Three decades ago, when far more Americans watched the nightly network news programs, nearly half (47%) could identify Dan Rather, who at the time anchored the top-rated CBS evening News.

Read more at the Pew Research Center

Sunday, January 5

New rules and start-up firms will let people sell their personal data

In 2014 new regulations and start-ups will overturn the traditional approach to privacy. Individuals will be encouraged to place an economic value on their personal data—in effect creating a market for them.

A report by the World Economic Forum called personal data “a new asset class”. A study by the Boston Consulting Group said the market in Europe could be worth €1 trillion ($1.4 trillion) a year by 2020. But the gains to individuals may seem trifling. Most data points—such as age, sex or address—are worth less than a penny a piece per person.

Read more at The Economist

Saturday, January 4

Fears that teenagers are deserting Facebook are overblown

There is no mass defection (from Facebook by teenagers) under way. Instead, teenagers are using different social networks for different things, says Lee Rainie of the Pew Research Centre’s Internet and American Life project. They post less intimate stuff to Facebook and more risqué material to networks not yet gatecrashed by their parents. Mr Miller’s research has also highlighted this habit. The danger for Facebook is that one of these newer places starts to attract parents.



Read more at The Economist

Should Tech Designers Go With Their Guts — Or the Data?

For many tech companies, design is no longer subjective. Instead, it’s all about the data. Analytics click and hum behind the scenes, measuring the effectiveness of even the tiniest design decisions. This constant data-stream plays an increasing role in determining what new products we will use and what forms they might take.

When it comes to the future of design and technology, the uncomfortable question we bump into is: do human design instincts even matter anymore?

In the design world, there’s always been a dichotomy between data and instinct. Design departments — think Mad Men – were once driven by the belief that some people are gifted with an innate design sense. They glorified gut “instinct” because it was extremely difficult to measure the effectiveness of designs in progress; designers had to wait until a product shipped to learn if their ideas were any good.
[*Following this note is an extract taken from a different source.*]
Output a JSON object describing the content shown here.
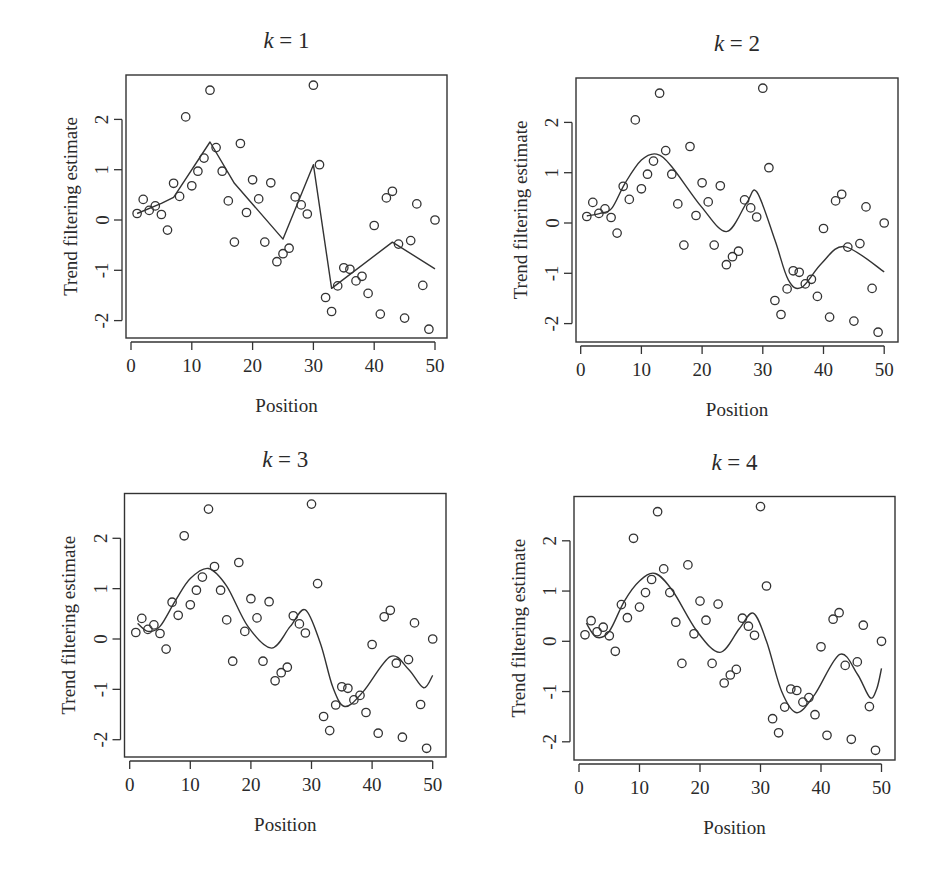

But today’s digital products — think Facebook and Google — glorify “data” instead; it’s now possible to measure each design element among hundreds of variations until the perfect outcome is selected.

From my perspective working with over 80 product teams, data is important … but there’s no replacement for design instincts built on a foundation of experiences that include failures. As engineering and design become ever closer collaborators, the biggest challenge is to make decisions through a careful balance between data and instinct.